By MARK ALAN LOVEWELL

Persistent wet, foggy, rainy weather of the last week will come to an end early in the coming week. A more positive trend is around the corner, according to Benjamin Sipprell, a meteorologist with the National Weather Service in Taunton.

The bad weather that seems to be hovering over the Vineyard this month is related neither to El Niño nor LaNiña, nor is it connected to global warming. Mr. Sipprell said the atypical scenario is explainable; it is about weather. To put it simply, the gray, often foggy dampness of the past 10 days, with more than two inches of rainfall, is a traffic jam between a large weather system over the Atlantic Ocean and the movement of a series of smaller New England-bound low pressure systems trying to move east.

The huge high pressure system, larger than the United States, sits out in the Atlantic. Its boundaries extend from Greenland to the north, to west of Spain to the south, to the tropics. “It covers the entire central Atlantic. It throws up a roadblock, so now you have low pressure systems that can’t move east,” Mr. Sipprell said.

The high is preventing low pressure systems that are forming and moving across the United States from going anywhere to the east of us. “We had one large low pressure system move in from the west last week. It couldn’t go any further to the east. So it retrograded back to the west.”

While some communities in the middle of the country have suffered large rainfall and subsequent flooding, that is not happening here. Rainfall so far this month is two inches, not so significant. The average for May is just over four inches, according to the weather data collected by the National Weather Service cooperative station in Edgartown.

Rainfall so far this year is slightly below the average, even though April was wetter than normal. So far the total rainfall this year is 17.02 inches. The average precipitation for the first five months of the year is 19.20 inches.

But it isn’t rain that has caused consternation among those who love to be outdoors; it is the shortage of sunshine. There were many days in the past two months when it was overcast. April was wetter than normal. The total rainfall was 6.09 inches, 1.81 inches above normal for the month. The precipitation followed a drier than normal March.

The storms that have passed over the Vineyard in recent weeks have been fairly tame. Mr. Sipprell offers a lesson in storm watching: “Every low pressure system matures and then dies. It is a cycle.” The storms that have approached New England have arrived fairly mature. But as they slow down and become stationary, Mr. Sipprell said, “They die. They will fall back on themselves.”

Looking ahead to next week, Mr. Sipprell said, “Things get progressive beyond the weekend. There is a frontal system approaching that could come Tuesday and Wednesday and push the weather east.

“I’ve seen these patterns before. Sometimes we have a cool spring,” he said. “It is not that out of the ordinary. But it is atypical.”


### YOUR TASK
The required output is a copy of each line in the material below that includes "carried".

━━━ AVAILABLE RECORDS

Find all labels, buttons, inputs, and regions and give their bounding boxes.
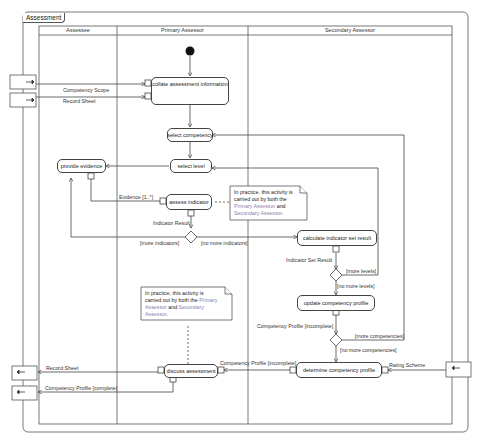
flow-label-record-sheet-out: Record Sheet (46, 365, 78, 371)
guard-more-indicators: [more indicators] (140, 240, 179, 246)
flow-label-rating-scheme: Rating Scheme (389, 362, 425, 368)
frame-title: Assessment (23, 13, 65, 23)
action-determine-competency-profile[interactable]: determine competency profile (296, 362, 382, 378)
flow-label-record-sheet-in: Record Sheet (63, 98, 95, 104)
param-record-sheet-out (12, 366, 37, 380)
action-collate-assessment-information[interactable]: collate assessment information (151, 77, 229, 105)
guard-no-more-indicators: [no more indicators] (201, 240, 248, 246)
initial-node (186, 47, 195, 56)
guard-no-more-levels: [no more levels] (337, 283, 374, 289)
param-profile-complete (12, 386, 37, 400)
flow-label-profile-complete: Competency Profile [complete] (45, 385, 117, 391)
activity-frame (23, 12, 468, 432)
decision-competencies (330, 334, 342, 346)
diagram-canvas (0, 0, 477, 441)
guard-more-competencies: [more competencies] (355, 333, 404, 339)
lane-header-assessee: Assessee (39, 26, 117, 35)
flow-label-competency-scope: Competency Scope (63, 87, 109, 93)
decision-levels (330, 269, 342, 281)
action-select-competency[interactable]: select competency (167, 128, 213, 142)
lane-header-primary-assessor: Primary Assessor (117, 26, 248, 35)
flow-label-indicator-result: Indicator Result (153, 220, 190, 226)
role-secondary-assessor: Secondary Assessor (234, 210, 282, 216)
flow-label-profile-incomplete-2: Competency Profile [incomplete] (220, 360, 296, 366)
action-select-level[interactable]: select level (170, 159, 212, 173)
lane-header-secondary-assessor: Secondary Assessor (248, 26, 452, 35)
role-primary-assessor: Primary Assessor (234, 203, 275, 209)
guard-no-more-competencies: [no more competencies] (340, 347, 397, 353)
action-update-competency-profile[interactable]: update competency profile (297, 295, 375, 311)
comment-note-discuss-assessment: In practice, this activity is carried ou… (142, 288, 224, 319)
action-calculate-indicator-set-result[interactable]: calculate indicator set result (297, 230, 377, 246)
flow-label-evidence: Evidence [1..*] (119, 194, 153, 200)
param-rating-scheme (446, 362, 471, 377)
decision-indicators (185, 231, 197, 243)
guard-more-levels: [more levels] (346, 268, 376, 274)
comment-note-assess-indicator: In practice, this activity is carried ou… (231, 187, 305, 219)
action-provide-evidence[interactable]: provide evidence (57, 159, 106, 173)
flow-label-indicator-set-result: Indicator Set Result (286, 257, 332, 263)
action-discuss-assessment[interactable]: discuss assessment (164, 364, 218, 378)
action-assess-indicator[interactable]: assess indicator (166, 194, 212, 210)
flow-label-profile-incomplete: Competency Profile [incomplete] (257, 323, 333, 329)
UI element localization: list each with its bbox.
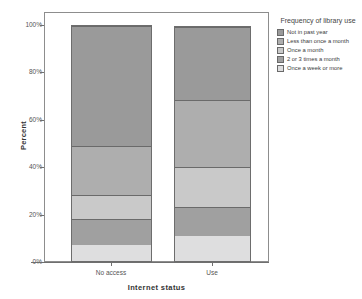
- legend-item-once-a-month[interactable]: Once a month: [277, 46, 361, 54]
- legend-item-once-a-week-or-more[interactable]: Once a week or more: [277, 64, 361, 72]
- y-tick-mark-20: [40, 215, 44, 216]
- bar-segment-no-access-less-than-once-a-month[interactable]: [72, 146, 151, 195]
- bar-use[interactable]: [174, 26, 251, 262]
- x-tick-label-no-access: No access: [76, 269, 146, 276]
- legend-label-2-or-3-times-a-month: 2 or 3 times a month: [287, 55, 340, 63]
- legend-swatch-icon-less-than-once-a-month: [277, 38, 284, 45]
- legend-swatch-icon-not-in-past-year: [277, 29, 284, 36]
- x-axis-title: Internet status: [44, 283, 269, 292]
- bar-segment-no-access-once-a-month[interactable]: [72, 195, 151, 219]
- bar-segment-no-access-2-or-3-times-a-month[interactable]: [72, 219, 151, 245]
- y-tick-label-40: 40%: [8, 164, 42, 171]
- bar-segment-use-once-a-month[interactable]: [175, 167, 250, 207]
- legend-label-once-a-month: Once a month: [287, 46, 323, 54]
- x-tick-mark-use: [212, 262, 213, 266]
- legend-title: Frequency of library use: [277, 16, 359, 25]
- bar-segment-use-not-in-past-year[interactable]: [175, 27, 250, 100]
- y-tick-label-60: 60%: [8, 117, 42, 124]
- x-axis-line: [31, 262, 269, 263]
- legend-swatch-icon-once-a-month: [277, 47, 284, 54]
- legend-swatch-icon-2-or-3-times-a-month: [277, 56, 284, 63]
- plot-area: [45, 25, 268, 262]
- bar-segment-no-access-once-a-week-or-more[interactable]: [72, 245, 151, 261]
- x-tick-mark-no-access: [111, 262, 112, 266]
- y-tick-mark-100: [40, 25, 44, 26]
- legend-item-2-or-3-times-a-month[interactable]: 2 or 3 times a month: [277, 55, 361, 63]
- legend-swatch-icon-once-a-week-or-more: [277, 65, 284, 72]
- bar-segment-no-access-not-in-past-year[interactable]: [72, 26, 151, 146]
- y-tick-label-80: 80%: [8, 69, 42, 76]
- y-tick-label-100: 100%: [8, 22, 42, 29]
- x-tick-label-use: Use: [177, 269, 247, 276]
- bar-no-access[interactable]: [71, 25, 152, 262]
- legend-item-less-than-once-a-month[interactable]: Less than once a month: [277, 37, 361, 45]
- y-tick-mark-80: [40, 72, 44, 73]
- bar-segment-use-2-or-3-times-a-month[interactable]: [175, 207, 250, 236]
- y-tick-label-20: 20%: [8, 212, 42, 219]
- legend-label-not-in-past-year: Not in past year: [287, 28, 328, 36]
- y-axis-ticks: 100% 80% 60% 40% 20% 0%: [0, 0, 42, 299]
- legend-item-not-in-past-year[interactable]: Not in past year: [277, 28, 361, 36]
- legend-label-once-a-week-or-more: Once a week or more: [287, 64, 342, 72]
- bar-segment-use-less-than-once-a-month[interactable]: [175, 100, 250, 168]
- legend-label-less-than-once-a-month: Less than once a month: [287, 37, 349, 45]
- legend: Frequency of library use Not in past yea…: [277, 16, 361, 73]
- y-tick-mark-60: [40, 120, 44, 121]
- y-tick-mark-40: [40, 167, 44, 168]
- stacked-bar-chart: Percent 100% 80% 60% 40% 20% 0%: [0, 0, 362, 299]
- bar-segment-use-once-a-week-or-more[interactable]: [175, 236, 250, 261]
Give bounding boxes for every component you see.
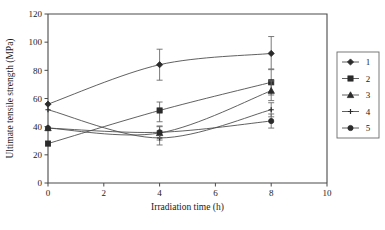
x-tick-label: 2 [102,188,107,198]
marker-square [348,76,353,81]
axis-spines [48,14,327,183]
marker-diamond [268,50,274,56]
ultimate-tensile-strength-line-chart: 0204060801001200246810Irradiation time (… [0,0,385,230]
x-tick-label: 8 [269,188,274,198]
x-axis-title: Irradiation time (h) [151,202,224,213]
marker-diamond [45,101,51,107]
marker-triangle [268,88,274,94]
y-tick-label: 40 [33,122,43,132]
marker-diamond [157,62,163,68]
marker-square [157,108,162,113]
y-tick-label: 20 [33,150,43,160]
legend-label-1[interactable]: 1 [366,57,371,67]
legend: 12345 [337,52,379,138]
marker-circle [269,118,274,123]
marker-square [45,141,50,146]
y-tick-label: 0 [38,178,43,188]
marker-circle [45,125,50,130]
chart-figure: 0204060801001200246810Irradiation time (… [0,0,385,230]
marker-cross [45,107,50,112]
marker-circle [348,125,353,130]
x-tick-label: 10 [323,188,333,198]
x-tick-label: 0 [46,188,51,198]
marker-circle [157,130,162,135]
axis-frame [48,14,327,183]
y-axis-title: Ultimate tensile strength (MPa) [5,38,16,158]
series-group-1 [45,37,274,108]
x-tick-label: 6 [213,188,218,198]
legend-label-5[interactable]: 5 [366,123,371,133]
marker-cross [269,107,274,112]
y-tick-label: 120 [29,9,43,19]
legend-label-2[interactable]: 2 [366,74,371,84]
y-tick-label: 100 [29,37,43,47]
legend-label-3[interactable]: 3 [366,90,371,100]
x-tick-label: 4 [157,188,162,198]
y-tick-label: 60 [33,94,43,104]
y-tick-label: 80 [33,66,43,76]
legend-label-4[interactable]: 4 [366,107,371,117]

━━━━━━

### TASK RESPONSE
comment-note-discuss-assessment: In practice, this activity is carried ou… (142, 288, 224, 319)
comment-note-assess-indicator: In practice, this activity is carried ou… (231, 187, 305, 219)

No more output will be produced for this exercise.